Thursday, March 29, 2018

Review: The Courts of Chaos

The Courts of Chaos The Courts of Chaos by Roger Zelazny
My rating: 5 of 5 stars

I’ve been a little hard on the recent volumes of this series, but this one delivers. It’s not just that this one is the climax of the plotting and planning. Nor is it that, given the clear structure of a good-guy/bad-guy showdown, it avoids some of the loose narrative of the third and fourth volumes.

Instead it’s that this one culminates in a profound strangeness. It builds on the unsettling imagery and metaphysics of Amber, taking it to another level of experiential philosophy. This one doesn’t merely tell a story. It goes beyond that to imply a whole new way of imagining the real, but it does so in the pure speculative joy that opened Nine Princes in Amber.

I may not be making much sense with all that. More concretely, what I most enjoyed here was Corwin’s passage through chaos to his – SPOILER – ultimately unsuccessful assault on the Courts of Chaos themselves. There are plenty of sword fights and hellrides and speculations about whodunit, but the highlight of this comes when Corwin meets a philosophically minded bird who feels all is vanity, or encounters a sentient tree who marks the boundary between the order of Amber and the chaos from which it was born. It’s when he’s venturing down a strange road – strange even by Zelazny’s standards – and the very nature of conflict gets overturned. Brand tries to waylay him a couple other times, but otherwise he runs into only those things that feel as if they are somehow allegories, but it’s never clear what they’d be allegories of. What do those leprechauns represent? Why are strangers giving him comfort even as he threatens their capital? It feels as if there ought to be an explanation, but there’s a narrative power in all of that getting subsumed by chaos – both the named chaos of the adversaries and the implicit chaos of a story that edges along the boundary of no longer making sense.

It’s a strange quest and an even stranger narrating of it, but there’s a combination of philosophy, play of language, and fringing away from the conventions of genre that make it spectacular. I’ve flown through most of this Amber stuff, but this makes it all worthwhile and more. This is the top-notch work I remembered even as I’d forgotten the details of reading it more than 20 years ago.

The ending is satisfying, giving us a sense that Corwin may have learned something about himself and about the nature of his family, but hardly rubbing it in. He more or less says directly that the motivations that drove him early have been exhausted. He hated Eric more than he craved the throne, and now there’s nothing left. He’s diminished by his victory, left empty as he stands at the precipice of being happy.

All of that is sophisticated yet always in the service of fun. This may have aged a little over the last couple decades, but it still works for me. I’m sure I’ll take a break before I give the second five of these a shot. I recall those as being pretty good, though not as good as the original Amber.

Having revisited here, I can’t quite claim this work stands as the very best that the fantasy genre has to offer, but it’s not far behind. I read it now, in part, to get rid of the taste of the bulging newer release I worked through earlier in the month. It was good timing, and I’m reminded that there has to be a better way to explore the genre than the current model of the 800-page beast.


*Task to complete*:
Copy each line of the material in which the word "mean" appears.

*Supplied records*:
──────
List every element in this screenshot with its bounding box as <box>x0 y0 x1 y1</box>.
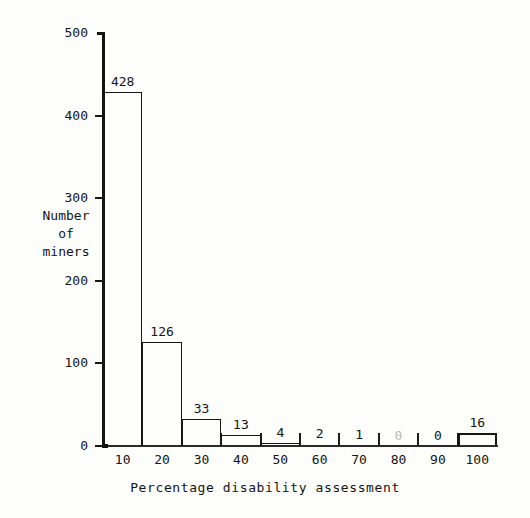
bar-value-10: 428 <box>93 75 153 89</box>
plot-area: 0100200300400500 42812633134210016 10203… <box>0 0 530 518</box>
bar-value-30: 33 <box>172 402 232 416</box>
y-tick-500 <box>97 32 104 35</box>
bar-100 <box>458 433 497 446</box>
y-axis-title: Number of miners <box>30 207 102 261</box>
y-axis-title-line-3: miners <box>30 243 102 261</box>
y-tick-label-200: 200 <box>42 274 88 287</box>
bar-value-20: 126 <box>132 325 192 339</box>
y-tick-label-300: 300 <box>42 191 88 204</box>
x-axis-title: Percentage disability assessment <box>0 480 530 495</box>
histogram-chart: 0100200300400500 42812633134210016 10203… <box>0 0 530 518</box>
bar-10 <box>103 92 142 446</box>
bar-value-100: 16 <box>447 416 507 430</box>
y-tick-label-0: 0 <box>42 439 88 452</box>
y-tick-label-400: 400 <box>42 109 88 122</box>
bar-20 <box>142 342 181 446</box>
y-tick-label-100: 100 <box>42 356 88 369</box>
y-axis-title-line-1: Number <box>30 207 102 225</box>
y-axis-title-line-2: of <box>30 225 102 243</box>
bar-50 <box>261 443 300 446</box>
x-axis-label-100: 100 <box>447 452 507 467</box>
y-tick-label-500: 500 <box>42 26 88 39</box>
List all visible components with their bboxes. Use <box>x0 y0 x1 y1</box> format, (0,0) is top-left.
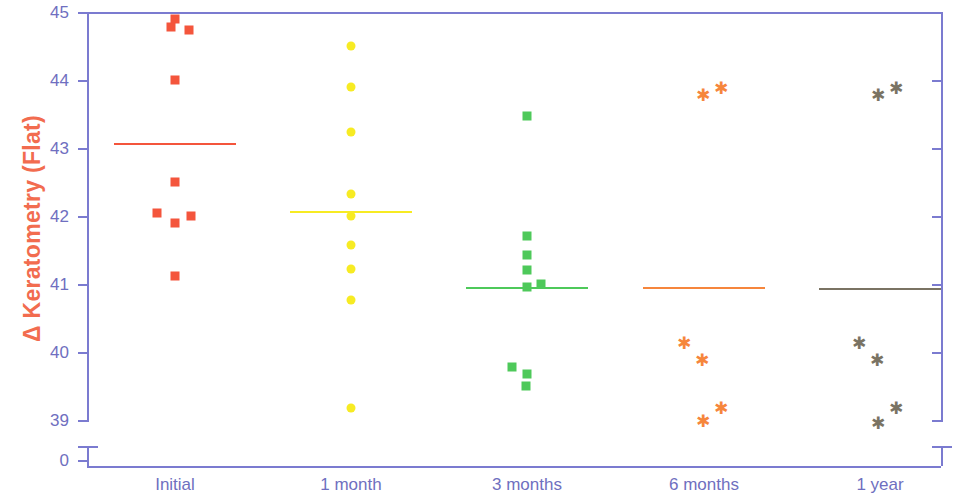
data-point-6-months-3: ✱ <box>695 353 709 370</box>
data-point-Initial-2 <box>185 26 194 35</box>
data-point-3-months-4 <box>537 280 546 289</box>
data-point-3-months-3 <box>523 265 532 274</box>
data-point-1-year-1: ✱ <box>889 81 903 98</box>
y-axis-break-stub-right-cap <box>932 446 952 448</box>
y-tick-40 <box>78 352 89 354</box>
data-point-6-months-1: ✱ <box>714 81 728 98</box>
data-point-1-year-4: ✱ <box>889 400 903 417</box>
y-tick-label-40: 40 <box>33 343 69 363</box>
y-tick-right-39 <box>932 420 943 422</box>
data-point-3-months-1 <box>523 232 532 241</box>
data-point-1-month-3 <box>347 190 356 199</box>
y-tick-39 <box>78 420 89 422</box>
mean-line-6-months <box>643 287 765 289</box>
data-point-Initial-7 <box>187 212 196 221</box>
data-point-1-month-0 <box>347 42 356 51</box>
data-point-3-months-8 <box>522 382 531 391</box>
y-tick-label-0: 0 <box>33 451 69 471</box>
data-point-3-months-6 <box>508 362 517 371</box>
x-tick-label-Initial: Initial <box>155 475 195 495</box>
data-point-1-month-7 <box>347 295 356 304</box>
y-tick-right-41 <box>932 284 943 286</box>
data-point-3-months-2 <box>523 251 532 260</box>
data-point-3-months-5 <box>523 283 532 292</box>
x-tick-label-1-month: 1 month <box>320 475 381 495</box>
plot-bottom-border <box>87 466 941 468</box>
data-point-1-month-6 <box>347 265 356 274</box>
data-point-1-month-2 <box>347 128 356 137</box>
data-point-6-months-5: ✱ <box>696 414 710 431</box>
y-axis-label: Δ Keratometry (Flat) <box>19 79 46 379</box>
y-axis-break-stub-left <box>87 446 89 466</box>
y-tick-right-42 <box>932 216 943 218</box>
data-point-6-months-4: ✱ <box>714 400 728 417</box>
y-tick-label-44: 44 <box>33 71 69 91</box>
data-point-1-month-5 <box>347 240 356 249</box>
data-point-1-month-1 <box>347 82 356 91</box>
y-tick-label-43: 43 <box>33 139 69 159</box>
y-tick-label-42: 42 <box>33 207 69 227</box>
y-tick-right-40 <box>932 352 943 354</box>
data-point-Initial-5 <box>153 209 162 218</box>
y-tick-label-41: 41 <box>33 275 69 295</box>
y-tick-right-43 <box>932 148 943 150</box>
keratometry-scatter-chart: Δ Keratometry (Flat) 454443424140390Init… <box>0 0 961 501</box>
x-tick-label-6-months: 6 months <box>669 475 739 495</box>
y-tick-45 <box>78 12 89 14</box>
data-point-1-year-0: ✱ <box>871 87 885 104</box>
plot-top-border <box>87 12 941 14</box>
y-axis-break-stub-right <box>941 446 943 466</box>
data-point-3-months-0 <box>523 112 532 121</box>
y-tick-right-45 <box>932 12 943 14</box>
data-point-Initial-6 <box>171 218 180 227</box>
data-point-1-year-2: ✱ <box>852 336 866 353</box>
y-tick-0 <box>78 460 89 462</box>
data-point-Initial-4 <box>171 178 180 187</box>
y-tick-43 <box>78 148 89 150</box>
y-tick-right-44 <box>932 80 943 82</box>
data-point-6-months-0: ✱ <box>696 87 710 104</box>
y-tick-44 <box>78 80 89 82</box>
data-point-3-months-7 <box>523 369 532 378</box>
x-tick-label-1-year: 1 year <box>856 475 903 495</box>
y-tick-42 <box>78 216 89 218</box>
data-point-Initial-3 <box>171 76 180 85</box>
data-point-1-month-4 <box>347 212 356 221</box>
data-point-1-month-8 <box>347 403 356 412</box>
mean-line-Initial <box>114 143 236 145</box>
data-point-Initial-1 <box>167 22 176 31</box>
x-tick-label-3-months: 3 months <box>492 475 562 495</box>
y-tick-label-39: 39 <box>33 411 69 431</box>
data-point-6-months-2: ✱ <box>677 336 691 353</box>
data-point-1-year-5: ✱ <box>871 415 885 432</box>
y-tick-label-45: 45 <box>33 3 69 23</box>
mean-line-1-year <box>819 288 941 290</box>
y-tick-41 <box>78 284 89 286</box>
data-point-1-year-3: ✱ <box>870 353 884 370</box>
data-point-Initial-8 <box>171 271 180 280</box>
y-axis-break-stub-left-cap <box>78 446 98 448</box>
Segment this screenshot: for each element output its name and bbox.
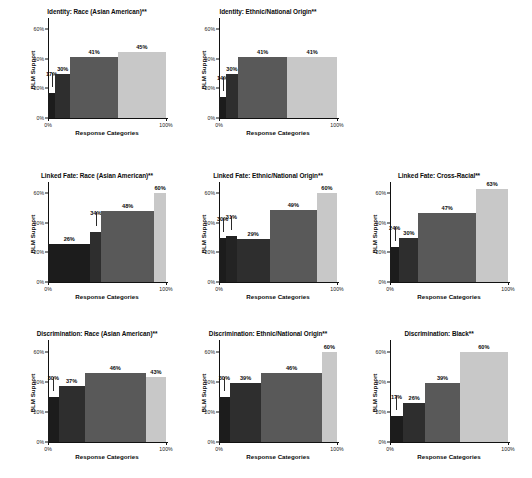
x-axis-label: Response Categories <box>219 453 337 460</box>
x-axis-label: Response Categories <box>390 453 508 460</box>
y-axis-tick-label: 20% <box>193 409 215 415</box>
bar <box>48 397 59 442</box>
bar-value-label: 30% <box>403 230 414 236</box>
x-axis-tick-label: 0% <box>44 286 52 292</box>
chart-panel: Discrimination: Ethnic/National Origin**… <box>193 330 343 464</box>
bar <box>90 232 101 282</box>
y-axis-tick-label: 0% <box>22 279 44 285</box>
label-leader-line <box>52 73 53 87</box>
x-axis-line <box>219 118 339 119</box>
bar <box>219 397 230 442</box>
x-axis-tick-label: 0% <box>44 446 52 452</box>
x-axis-tick-label: 0% <box>44 122 52 128</box>
x-axis-tick-mark <box>337 282 338 285</box>
bar <box>219 97 226 118</box>
y-axis-tick-label: 40% <box>364 220 386 226</box>
y-axis-tick-label: 60% <box>193 349 215 355</box>
bar <box>48 93 55 118</box>
y-axis-tick-label: 20% <box>22 409 44 415</box>
bar-value-label: 41% <box>307 49 318 55</box>
bar-value-label: 46% <box>110 365 121 371</box>
x-axis-tick-mark <box>337 118 338 121</box>
bar-value-label: 48% <box>122 203 133 209</box>
bar <box>425 383 459 442</box>
x-axis-tick-mark <box>337 442 338 445</box>
x-axis-label: Response Categories <box>48 129 166 136</box>
y-axis-tick-label: 0% <box>193 439 215 445</box>
bar <box>238 57 288 118</box>
y-axis-tick-label: 40% <box>193 379 215 385</box>
plot-area: 17%26%39%60% <box>390 344 508 442</box>
bar-value-label: 30% <box>226 66 237 72</box>
x-axis-tick-mark <box>48 282 49 285</box>
x-axis-tick-label: 100% <box>159 286 172 292</box>
bar-value-label: 43% <box>150 369 161 375</box>
x-axis-tick-label: 0% <box>215 122 223 128</box>
x-axis-tick-label: 0% <box>215 446 223 452</box>
plot-wrapper: BLM Support0%20%40%60%17%26%39%60%0%100%… <box>364 330 514 464</box>
x-axis-line <box>48 118 168 119</box>
bar-value-label: 49% <box>288 202 299 208</box>
y-axis-tick-label: 20% <box>193 249 215 255</box>
bar-value-label: 63% <box>486 181 497 187</box>
bar <box>226 236 237 282</box>
x-axis-label: Response Categories <box>48 293 166 300</box>
x-axis-tick-label: 100% <box>330 122 343 128</box>
x-axis-line <box>48 442 168 443</box>
bar <box>237 239 270 282</box>
bar <box>226 74 238 118</box>
x-axis-line <box>48 282 168 283</box>
y-axis-tick-label: 20% <box>364 249 386 255</box>
bar <box>403 403 425 442</box>
bar-value-label: 60% <box>478 344 489 350</box>
plot-area: 26%34%48%60% <box>48 186 166 282</box>
bar-value-label: 26% <box>409 395 420 401</box>
plot-wrapper: BLM Support0%20%40%60%30%31%29%49%60%0%1… <box>193 172 343 304</box>
plot-area: 30%31%29%49%60% <box>219 186 337 282</box>
plot-area: 30%37%46%43% <box>48 344 166 442</box>
bar-value-label: 29% <box>248 231 259 237</box>
label-leader-line <box>396 396 397 410</box>
plot-area: 24%30%47%63% <box>390 186 508 282</box>
y-axis-tick-label: 20% <box>22 85 44 91</box>
bar <box>118 52 166 118</box>
x-axis-tick-mark <box>390 282 391 285</box>
x-axis-tick-label: 0% <box>215 286 223 292</box>
bar <box>70 57 117 118</box>
bar-value-label: 60% <box>324 344 335 350</box>
chart-panel: Discrimination: Black**BLM Support0%20%4… <box>364 330 514 464</box>
bar <box>101 211 154 282</box>
bar-value-label: 60% <box>154 185 165 191</box>
y-axis-tick-label: 0% <box>22 115 44 121</box>
bar <box>154 193 166 282</box>
y-axis-tick-label: 60% <box>193 190 215 196</box>
bar <box>476 189 508 282</box>
x-axis-tick-label: 100% <box>501 286 514 292</box>
bar <box>230 383 262 442</box>
x-axis-tick-mark <box>390 442 391 445</box>
y-axis-tick-label: 60% <box>364 349 386 355</box>
bar-value-label: 37% <box>66 378 77 384</box>
bar-value-label: 30% <box>57 66 68 72</box>
plot-area: 30%39%46%60% <box>219 344 337 442</box>
label-leader-line <box>96 212 97 226</box>
bar <box>146 377 166 442</box>
plot-wrapper: BLM Support0%20%40%60%26%34%48%60%0%100%… <box>22 172 172 304</box>
bar-value-label: 41% <box>88 49 99 55</box>
y-axis-tick-label: 40% <box>22 379 44 385</box>
x-axis-tick-label: 100% <box>501 446 514 452</box>
label-leader-line <box>395 227 396 241</box>
x-axis-tick-mark <box>166 282 167 285</box>
label-leader-line <box>231 216 232 230</box>
bar-value-label: 60% <box>321 185 332 191</box>
bar <box>261 373 321 442</box>
y-axis-tick-label: 40% <box>364 379 386 385</box>
x-axis-tick-label: 100% <box>330 446 343 452</box>
x-axis-tick-mark <box>219 282 220 285</box>
plot-wrapper: BLM Support0%20%40%60%30%39%46%60%0%100%… <box>193 330 343 464</box>
plot-wrapper: BLM Support0%20%40%60%30%37%46%43%0%100%… <box>22 330 172 464</box>
x-axis-line <box>219 442 339 443</box>
bar <box>219 238 226 282</box>
x-axis-tick-label: 100% <box>159 122 172 128</box>
bar-value-label: 41% <box>257 49 268 55</box>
──────
*The answer*:
mean-line-6-months <box>643 287 765 289</box>
mean-line-Initial <box>114 143 236 145</box>
mean-line-1-year <box>819 288 941 290</box>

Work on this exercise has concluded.